11 I still find these images of Lana Turner and Sandra Dee, in humbly integrated attendance at this beautiful, Black, pre-Civil Rights funeral, weirdly shocking.

12 One can only speculate as to whether Cronenberg consciously meant to evoke Klein. Later in the film we do see posters of Laing and Reich in Nola’s former apartment, and of course Cronenberg went on to make the Freud-Jung-Spielrein-themed movie A Dangerous Method (Cronenberg, Citation2011), so clearly the actual figures of psychoanalysis are of no small interest to him.

13 Cronenberg repeated this question in truly astonishing form in his recent Maps to the Stars (Cronenberg, Citation2014), in which Julianne Moore’s film star character is repeatedly mocked and confronted by the ghost of the dead film star mother she believes sexually assaulted her in childhood. The scenes of their “dialogues” are among the most disturbing I have ever witnessed in the cinema, whereas Moore’s character’s decision to play her mother’s role in a remake of an old classic reflects a Sarah Jane-like shallowness of vision in its spectacularized collusion with—as opposed to transcendent use of—the screen/mirror of trauma.

14 A colleague who recently taught the film told me that some students reported having been made emotionally and even physically ill by this scene.

15 Some other performances I would put in this category are Sissy Spacek’s in Altman’s (Citation1977) 3 Women, Isabelle Adjani’s in Zulawski’s (Citation1981) Possession, and Lisa Gay Hamilton’s (who, coincidentally, plays the young Sethe in Beloved) in Rodrigo Garcia’s (Citation2005) Nine Lives.

16 As Winnicott (Citation1971) put it, “When I look I am seen, so I exist. I can now afford to look and see” (p. 154).
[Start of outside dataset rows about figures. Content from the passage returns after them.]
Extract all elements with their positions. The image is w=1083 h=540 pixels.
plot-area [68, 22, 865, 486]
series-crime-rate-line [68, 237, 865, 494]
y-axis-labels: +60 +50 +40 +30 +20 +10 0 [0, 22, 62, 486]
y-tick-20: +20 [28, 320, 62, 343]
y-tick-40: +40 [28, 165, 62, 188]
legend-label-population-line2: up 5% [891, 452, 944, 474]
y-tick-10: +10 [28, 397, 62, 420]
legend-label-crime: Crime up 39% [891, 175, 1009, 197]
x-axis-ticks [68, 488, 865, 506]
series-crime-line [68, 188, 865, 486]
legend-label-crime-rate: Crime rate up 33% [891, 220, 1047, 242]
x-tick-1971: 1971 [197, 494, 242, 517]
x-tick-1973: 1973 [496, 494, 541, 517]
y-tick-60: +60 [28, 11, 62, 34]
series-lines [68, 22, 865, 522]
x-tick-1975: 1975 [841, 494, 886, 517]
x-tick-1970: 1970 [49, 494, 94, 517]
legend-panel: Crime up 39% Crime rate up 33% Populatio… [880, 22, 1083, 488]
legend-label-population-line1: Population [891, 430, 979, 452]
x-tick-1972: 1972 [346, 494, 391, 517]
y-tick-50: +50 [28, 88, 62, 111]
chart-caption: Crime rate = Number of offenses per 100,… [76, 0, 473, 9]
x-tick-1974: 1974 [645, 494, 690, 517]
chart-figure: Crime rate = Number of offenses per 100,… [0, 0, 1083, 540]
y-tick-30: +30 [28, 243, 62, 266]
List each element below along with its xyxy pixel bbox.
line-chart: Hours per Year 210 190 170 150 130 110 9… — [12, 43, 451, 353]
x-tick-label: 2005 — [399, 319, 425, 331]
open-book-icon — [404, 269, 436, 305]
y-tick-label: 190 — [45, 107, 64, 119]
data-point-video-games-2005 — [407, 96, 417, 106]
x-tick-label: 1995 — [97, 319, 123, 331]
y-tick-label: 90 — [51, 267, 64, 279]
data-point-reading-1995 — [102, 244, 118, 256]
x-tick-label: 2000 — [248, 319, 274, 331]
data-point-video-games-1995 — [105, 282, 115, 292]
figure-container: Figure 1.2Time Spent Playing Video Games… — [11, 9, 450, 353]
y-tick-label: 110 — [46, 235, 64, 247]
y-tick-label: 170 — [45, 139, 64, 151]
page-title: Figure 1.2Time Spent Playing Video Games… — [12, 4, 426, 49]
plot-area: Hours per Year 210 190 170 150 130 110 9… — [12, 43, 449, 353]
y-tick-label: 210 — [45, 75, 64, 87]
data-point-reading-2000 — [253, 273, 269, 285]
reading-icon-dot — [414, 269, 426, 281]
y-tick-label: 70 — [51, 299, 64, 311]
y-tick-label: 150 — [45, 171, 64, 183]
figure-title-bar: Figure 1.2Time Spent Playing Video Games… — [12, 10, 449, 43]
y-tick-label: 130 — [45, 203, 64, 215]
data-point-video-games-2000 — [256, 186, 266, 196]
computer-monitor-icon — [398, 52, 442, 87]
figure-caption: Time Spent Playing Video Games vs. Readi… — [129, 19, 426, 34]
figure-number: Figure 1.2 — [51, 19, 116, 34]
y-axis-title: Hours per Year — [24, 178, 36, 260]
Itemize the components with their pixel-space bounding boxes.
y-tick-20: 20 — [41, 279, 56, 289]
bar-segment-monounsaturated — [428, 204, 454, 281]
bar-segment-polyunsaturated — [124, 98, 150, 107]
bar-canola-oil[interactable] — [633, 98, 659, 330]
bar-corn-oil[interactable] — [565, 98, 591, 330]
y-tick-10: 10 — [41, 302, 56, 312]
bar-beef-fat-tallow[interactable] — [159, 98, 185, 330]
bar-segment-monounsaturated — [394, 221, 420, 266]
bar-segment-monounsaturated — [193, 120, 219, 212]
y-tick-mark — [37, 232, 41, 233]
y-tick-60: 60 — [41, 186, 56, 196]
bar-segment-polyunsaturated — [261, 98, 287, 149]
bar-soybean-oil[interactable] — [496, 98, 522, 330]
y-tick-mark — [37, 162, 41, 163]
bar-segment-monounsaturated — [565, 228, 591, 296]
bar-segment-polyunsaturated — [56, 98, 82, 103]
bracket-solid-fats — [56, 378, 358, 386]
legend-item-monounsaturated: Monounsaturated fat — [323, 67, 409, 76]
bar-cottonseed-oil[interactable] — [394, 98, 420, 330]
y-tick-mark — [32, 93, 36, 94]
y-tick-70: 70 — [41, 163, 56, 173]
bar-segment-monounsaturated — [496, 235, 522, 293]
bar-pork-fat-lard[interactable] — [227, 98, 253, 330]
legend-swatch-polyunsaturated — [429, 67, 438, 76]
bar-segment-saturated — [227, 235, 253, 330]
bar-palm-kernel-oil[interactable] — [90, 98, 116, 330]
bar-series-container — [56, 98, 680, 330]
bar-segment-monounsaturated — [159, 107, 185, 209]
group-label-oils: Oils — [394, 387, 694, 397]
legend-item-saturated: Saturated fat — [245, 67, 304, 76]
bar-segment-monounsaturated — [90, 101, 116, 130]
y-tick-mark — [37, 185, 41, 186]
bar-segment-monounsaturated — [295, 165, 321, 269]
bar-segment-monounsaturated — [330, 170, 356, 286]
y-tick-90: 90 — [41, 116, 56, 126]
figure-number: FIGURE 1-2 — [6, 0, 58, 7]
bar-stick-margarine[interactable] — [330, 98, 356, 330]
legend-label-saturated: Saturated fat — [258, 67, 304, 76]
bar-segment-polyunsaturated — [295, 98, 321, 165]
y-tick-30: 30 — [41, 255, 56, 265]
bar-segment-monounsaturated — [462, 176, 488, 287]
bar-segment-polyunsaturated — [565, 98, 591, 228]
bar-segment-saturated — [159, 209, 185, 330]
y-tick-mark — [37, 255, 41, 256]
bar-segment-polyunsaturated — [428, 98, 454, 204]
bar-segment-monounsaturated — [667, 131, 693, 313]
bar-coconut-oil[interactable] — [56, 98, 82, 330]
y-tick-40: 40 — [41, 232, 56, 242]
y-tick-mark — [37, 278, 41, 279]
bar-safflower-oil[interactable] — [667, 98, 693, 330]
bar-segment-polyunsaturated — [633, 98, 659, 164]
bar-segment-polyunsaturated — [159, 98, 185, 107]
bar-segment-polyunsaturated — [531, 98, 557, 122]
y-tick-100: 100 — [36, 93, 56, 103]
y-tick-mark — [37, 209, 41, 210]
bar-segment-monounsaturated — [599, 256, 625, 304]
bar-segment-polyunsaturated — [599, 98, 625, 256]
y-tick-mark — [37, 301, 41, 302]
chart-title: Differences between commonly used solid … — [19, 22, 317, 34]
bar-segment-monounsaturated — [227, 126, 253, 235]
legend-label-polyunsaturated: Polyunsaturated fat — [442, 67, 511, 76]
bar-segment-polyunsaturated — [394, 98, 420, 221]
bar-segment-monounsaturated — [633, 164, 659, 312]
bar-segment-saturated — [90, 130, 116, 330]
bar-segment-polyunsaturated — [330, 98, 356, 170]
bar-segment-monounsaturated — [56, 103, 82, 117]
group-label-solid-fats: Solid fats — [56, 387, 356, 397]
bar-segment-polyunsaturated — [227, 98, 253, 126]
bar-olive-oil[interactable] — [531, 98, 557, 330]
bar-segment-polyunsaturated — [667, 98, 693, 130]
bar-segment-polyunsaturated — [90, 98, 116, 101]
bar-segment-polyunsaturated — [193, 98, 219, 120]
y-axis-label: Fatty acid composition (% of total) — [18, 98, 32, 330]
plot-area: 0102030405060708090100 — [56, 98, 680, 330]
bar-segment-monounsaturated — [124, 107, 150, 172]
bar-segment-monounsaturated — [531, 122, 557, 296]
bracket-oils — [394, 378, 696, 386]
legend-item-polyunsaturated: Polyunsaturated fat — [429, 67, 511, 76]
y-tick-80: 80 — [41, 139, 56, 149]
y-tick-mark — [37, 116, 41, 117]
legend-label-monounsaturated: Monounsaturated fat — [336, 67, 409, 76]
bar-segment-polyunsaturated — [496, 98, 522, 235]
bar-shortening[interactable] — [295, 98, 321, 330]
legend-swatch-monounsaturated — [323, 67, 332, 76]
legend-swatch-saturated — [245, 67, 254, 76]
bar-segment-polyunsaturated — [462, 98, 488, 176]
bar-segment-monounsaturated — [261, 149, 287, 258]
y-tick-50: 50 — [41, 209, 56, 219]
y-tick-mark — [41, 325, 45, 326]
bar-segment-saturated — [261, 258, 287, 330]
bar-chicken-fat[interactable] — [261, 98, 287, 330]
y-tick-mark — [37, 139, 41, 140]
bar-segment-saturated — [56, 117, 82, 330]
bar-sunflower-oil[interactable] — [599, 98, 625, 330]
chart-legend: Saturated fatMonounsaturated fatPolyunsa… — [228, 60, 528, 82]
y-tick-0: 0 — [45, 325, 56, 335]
It becomes increasingly, disturbingly apparent in the course of this film that Beloved cannot “afford” to look or see anyone or anything other than her own fantasy of the lost/murderous mother Sethe.

17 Elise stated (quoted in Fischerova, Citation2006), “I had to communicate the character non-verbally. I felt that the less I said with words and the more I said with face and eyes and body, the more true it would be to Denver’s character” (p. 37).

18 For a wonderful—and comprehensive—account of the therapeutically transformational role of loving eyes on “un-mirrored” patients, see Ayers (Citation2003).

Additional information

Notes on contributors

Andrew Asibong

Andrew Asibong, Ph.D., is senior lecturer in Film, Media and Cultural Studies and co-director of Birkbeck Research in Aesthetics of Kinship and Community at Birkbeck, University of London. His research is concerned with the emotional and political metamorphoses of the relational self, via engagement with film and the moving image, although he has also published widely on (mainly French) literature. He is the author of François Ozon (Manchester University Press, 2008) and Marie NDiaye: Blankness and Recognition (Liverpool University Press, 2013).